Finmeccanica, Italy's aerospace, defence and transport conglomerate, will see annual sales shrink by close to 20 per cent over the next two years and could ditch its 70-year-old name as part of new business plan devised by its government-appointed chief executive.
Mauro Moretti, appointed in May to restructure the 30 per cent state-owned group, says at least 3,000 of its 54,000 jobs will go over the next two years, partly through disposals, as Finmeccanica focuses on high-tech areas in aerospace and defence. Once that is done, he adds, the group will return to growth, while profit margins are expected to rise from 7 per cent in 2014 to 9.5 per cent in 2016.
"None of our peers is running the same number of businesses," he says in his first interview since unveiling a five-year plan aimed at improving earnings and cutting the €4.1bn of net debt which has cost Finmeccanica its investment-grade status. "We will shrink the business but enlarge every one that remains. In a few years we can return to the equivalent size - and more."
The task is pressing. Finmeccanica was in 2013 relegated to junk status by the main credit rating agencies. Given that the group is regarded as a government-related issuer by some agencies, Finmeccanica's rating - on negative outlook - has become a matter of intense concern in Rome.
Mr Moretti, a close ally of Italy's prime minister Matteo Renzi, who chose the former state railway boss for the Finmeccanica job, is even ready to challenge a few totems to signal that the group is changing. "When I can present the first robust balance sheet, based on strong figures, then I can change the brand."
Abandoning the Finmeccanica name - with its origins in the postwar merger of Italy's industrial companies - might prove as contentious as the job cuts. But a name change could help to restore the image of one of Europe's leading aerospace and defence groups, which has been dogged by allegations of corruption in recent years.
The summary of investigations affecting Finmeccanica stretched to almost 12 pages in last year's accounts. The group's helicopter subsidiary, AgustaWestland, is still barred from bidding in India even though Finmeccanica and its former chief executive, Giuseppe Orsi, were last year cleared of corruption in a contract dating from 2010.
Mr Moretti acknowledges that the shadow of these tumultuous times still lingers. However, he says this has not affected Finmeccanica's ability to win helicopter tenders in other markets, or even to sell different military equipment to India. "Our helicopters business is increasing - in volume, revenue and margins," he says.
The Finmeccanica boss believes the business plan will help to dispel suspicions over governance by increasing head office's hold over subsidiaries. More importantly, he says, it will enable him to deliver better returns from a group which until now has been a collection of autonomous operations.
"Finmeccanica was one holding [company], without real control of the subsidiaries," he says. Not only did this make common governance procedures difficult, it meant there was little coherence in strategy or the €1bn research and development budget, he argues.
"There was a lot of waste, and a lot of overlap. By concentrating our resources . . . we can amplify the effect," he says.
Mr Moretti has some experience of turnrounds at industrial companies. For eight years, he led Italian State Railways, where he took the workforce from 110,000 to 70,000 and transformed annual losses of €2.2bn into profits within two years. A former union official, he is confident that the government will not hinder his attempts to shrink its industrial champion.
"In Italy, as in other countries, the independence of the company depends on the quality of management," he says. "If a manager has a good reputation, he is also autonomous."
However, his confidence is not matched by rating agency Fitch. In a note last week, Fitch cast doubt on Finmeccanica's ability to implement its restructuring plan. "Fitch believes that the outlined cost-reduction measures may prove difficult to achieve in the stated timeframe," the agency said, noting that disposals were crucial to relieving pressure on the credit rating.
The first test is imminent, with Finmeccanica expected soon to conclude the sale of its train-making business, AnsaldoBreda, to Hitachi of Japan. That sale will launch the disposal process in earnest, with Finmeccanica's stake in European missiles company MBDA potentially up for sale, or parts of its US defence electronic subsidiary, DRS. It was the $5.2bn acquisition of DRS, and the subsequent collapse of the US defence market, that created the debt load Finmeccanica now needs to address.
Mr Moretti, ever the optimist, says that Finmeccanica will deliver. Within two years, the 61-year-old executive says he will be running a new company. When that is proven beyond doubt, he says, "then I can retire".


• [Problem]
Work through the data below and state how many lines contain "Method", giving that number alone.

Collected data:

══════

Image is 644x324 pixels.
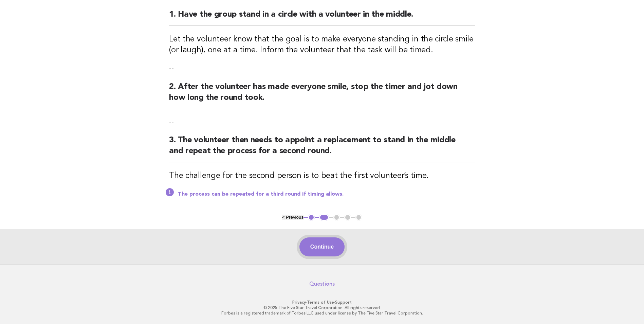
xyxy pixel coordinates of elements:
p: -- [169,118,475,127]
button: Continue [299,238,345,257]
p: Forbes is a registered trademark of Forbes LLC used under license by The Five Star Travel Corpora... [114,311,530,316]
h2: 2. After the volunteer has made everyone smile, stop the timer and jot down how long the round took. [169,82,475,109]
p: © 2025 The Five Star Travel Corporation. All rights reserved. [114,305,530,311]
button: < Previous [282,215,304,219]
h3: Let the volunteer know that the goal is to make everyone standing in the circle smile (or laugh),... [169,34,475,56]
h2: 1. Have the group stand in a circle with a volunteer in the middle. [169,10,475,26]
a: Support [335,300,352,305]
h3: The challenge for the second person is to beat the first volunteer’s time. [169,171,475,181]
h2: 3. The volunteer then needs to appoint a replacement to stand in the middle and repeat the proces... [169,135,475,162]
a: Terms of Use [307,300,334,305]
a: Privacy [292,300,306,305]
p: The process can be repeated for a third round if timing allows. [178,191,475,198]
button: 1 [308,214,315,221]
button: 2 [319,214,329,221]
p: · · [114,300,530,305]
p: -- [169,64,475,73]
a: Questions [309,280,335,287]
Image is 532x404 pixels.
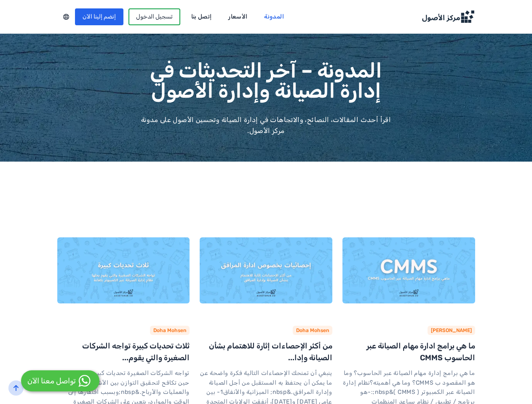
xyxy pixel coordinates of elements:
[141,115,391,137] p: اقرأ أحدث المقالات، النصائح، والاتجاهات في إدارة الصيانة وتحسين الأصول على مدونة مركز الأصول.
[222,10,253,24] a: الأسعار
[296,327,329,333] a: Doha Mohsen
[57,237,190,304] img: ثلاث تحديات كبيرة تواجه الشركات الصغيرة والتي يقوم...
[153,327,186,333] a: Doha Mohsen
[128,8,180,25] a: تسجيل الدخول
[200,237,332,304] img: من أكثر الإحصاءات إثارة للاهتمام بشأن الصيانة وإدا...
[8,380,24,396] button: back-to-top
[421,10,475,24] img: Logo Dark
[185,10,218,24] a: إتصل بنا
[141,60,391,101] h2: المدونة – آخر التحديثات في إدارة الصيانة وإدارة الأصول
[28,375,76,387] div: تواصل معنا الآن
[82,342,189,362] a: ثلاث تحديات كبيرة تواجه الشركات الصغيرة والتي يقوم...
[342,237,475,304] img: ما هي برامج ادارة مهام الصيانة عبر الحاسوب CMMS
[258,10,289,24] a: المدونة
[209,342,332,362] a: من أكثر الإحصاءات إثارة للاهتمام بشأن الصيانة وإدا...
[75,8,123,25] a: إنضم إلينا الآن
[366,342,475,362] a: ما هي برامج ادارة مهام الصيانة عبر الحاسوب CMMS
[431,327,472,333] a: [PERSON_NAME]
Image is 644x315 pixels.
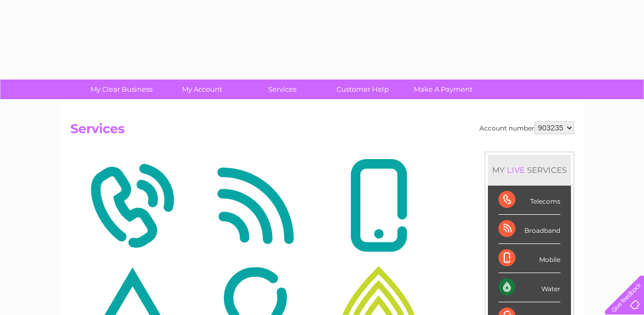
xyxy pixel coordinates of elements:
[78,79,165,99] a: My Clear Business
[499,244,560,273] div: Mobile
[73,154,191,257] img: Telecoms
[158,79,246,99] a: My Account
[499,273,560,302] div: Water
[239,79,326,99] a: Services
[505,165,527,175] div: LIVE
[71,121,574,141] h2: Services
[499,185,560,215] div: Telecoms
[488,154,571,185] div: MY SERVICES
[320,154,437,257] img: Mobile
[499,215,560,244] div: Broadband
[196,154,315,257] img: Broadband
[319,79,407,99] a: Customer Help
[399,79,487,99] a: Make A Payment
[479,121,574,134] div: Account number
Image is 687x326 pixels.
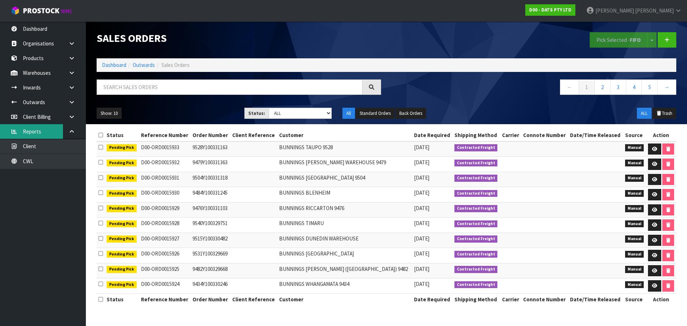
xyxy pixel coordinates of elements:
th: Reference Number [139,293,191,305]
button: Pick Selected -FIFO [589,32,647,48]
span: Contracted Freight [454,205,498,212]
a: 4 [626,79,642,95]
span: Contracted Freight [454,281,498,288]
span: [DATE] [414,280,429,287]
th: Customer [277,129,412,141]
td: 9540Y100329751 [191,217,230,233]
td: BUNNINGS BLENHEIM [277,187,412,202]
th: Date/Time Released [568,129,623,141]
th: Order Number [191,129,230,141]
nav: Page navigation [392,79,676,97]
th: Connote Number [521,293,568,305]
td: D00-ORD0015930 [139,187,191,202]
td: D00-ORD0015925 [139,263,191,278]
td: D00-ORD0015926 [139,248,191,263]
th: Date Required [412,293,452,305]
td: BUNNINGS [PERSON_NAME] WAREHOUSE 9479 [277,157,412,172]
span: Pending Pick [107,190,137,197]
span: Manual [625,251,644,258]
span: [DATE] [414,265,429,272]
a: 5 [641,79,657,95]
span: Pending Pick [107,266,137,273]
span: Pending Pick [107,235,137,243]
span: Manual [625,175,644,182]
td: D00-ORD0015924 [139,278,191,294]
span: Manual [625,144,644,151]
span: Contracted Freight [454,266,498,273]
td: 9476Y100331103 [191,202,230,217]
button: Back Orders [395,108,426,119]
a: 2 [594,79,610,95]
span: Manual [625,266,644,273]
th: Date Required [412,129,452,141]
span: [DATE] [414,220,429,226]
span: Pending Pick [107,160,137,167]
a: Dashboard [102,62,126,68]
button: Trash [652,108,676,119]
a: D00 - DATS PTY LTD [525,4,575,16]
th: Reference Number [139,129,191,141]
td: D00-ORD0015931 [139,172,191,187]
td: BUNNINGS TAUPO 9528 [277,141,412,157]
span: [PERSON_NAME] [595,7,634,14]
th: Customer [277,293,412,305]
span: Pending Pick [107,144,137,151]
small: WMS [61,8,72,15]
th: Connote Number [521,129,568,141]
td: D00-ORD0015927 [139,233,191,248]
strong: D00 - DATS PTY LTD [529,7,571,13]
th: Action [646,293,676,305]
span: [DATE] [414,189,429,196]
td: BUNNINGS TIMARU [277,217,412,233]
td: 9531Y100329669 [191,248,230,263]
span: Contracted Freight [454,144,498,151]
th: Shipping Method [452,129,500,141]
span: Manual [625,190,644,197]
span: [DATE] [414,250,429,257]
span: Pending Pick [107,281,137,288]
input: Search sales orders [97,79,362,95]
h1: Sales Orders [97,32,381,44]
a: → [657,79,676,95]
th: Source [623,293,646,305]
span: Pending Pick [107,251,137,258]
th: Date/Time Released [568,293,623,305]
td: BUNNINGS DUNEDIN WAREHOUSE [277,233,412,248]
td: 9528Y100331163 [191,141,230,157]
th: Order Number [191,293,230,305]
th: Client Reference [230,293,277,305]
span: [DATE] [414,235,429,242]
span: [PERSON_NAME] [635,7,674,14]
a: 3 [610,79,626,95]
span: Contracted Freight [454,160,498,167]
span: Manual [625,220,644,227]
a: Outwards [133,62,155,68]
th: Client Reference [230,129,277,141]
span: [DATE] [414,159,429,166]
th: Shipping Method [452,293,500,305]
span: Contracted Freight [454,251,498,258]
td: BUNNINGS [GEOGRAPHIC_DATA] 9504 [277,172,412,187]
span: Contracted Freight [454,235,498,243]
td: 9479Y100331363 [191,157,230,172]
span: Contracted Freight [454,190,498,197]
th: Status [105,129,139,141]
span: Contracted Freight [454,220,498,227]
button: ALL [637,108,651,119]
img: cube-alt.png [11,6,20,15]
button: All [342,108,355,119]
td: BUNNINGS [GEOGRAPHIC_DATA] [277,248,412,263]
a: 1 [578,79,594,95]
strong: FIFO [630,36,641,43]
button: Show: 10 [97,108,122,119]
td: 9482Y100329668 [191,263,230,278]
span: Manual [625,205,644,212]
th: Status [105,293,139,305]
td: BUNNINGS WHANGAMATA 9434 [277,278,412,294]
td: 9515Y100330482 [191,233,230,248]
span: Pending Pick [107,220,137,227]
th: Carrier [500,293,521,305]
td: BUNNINGS [PERSON_NAME] ([GEOGRAPHIC_DATA]) 9482 [277,263,412,278]
span: Manual [625,160,644,167]
td: D00-ORD0015933 [139,141,191,157]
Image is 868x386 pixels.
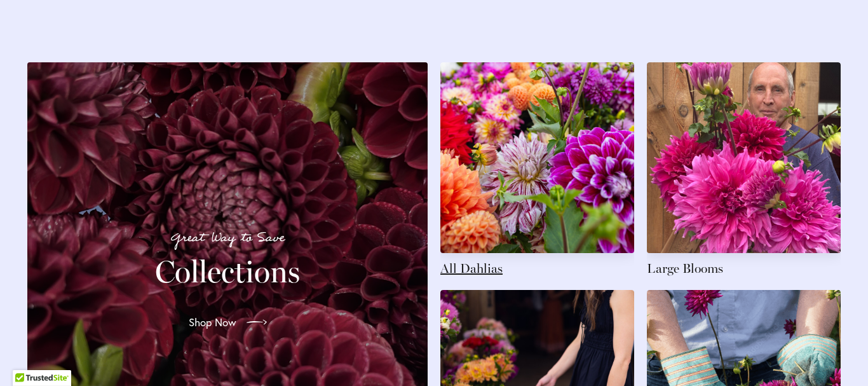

══════

• [Problem solution]
2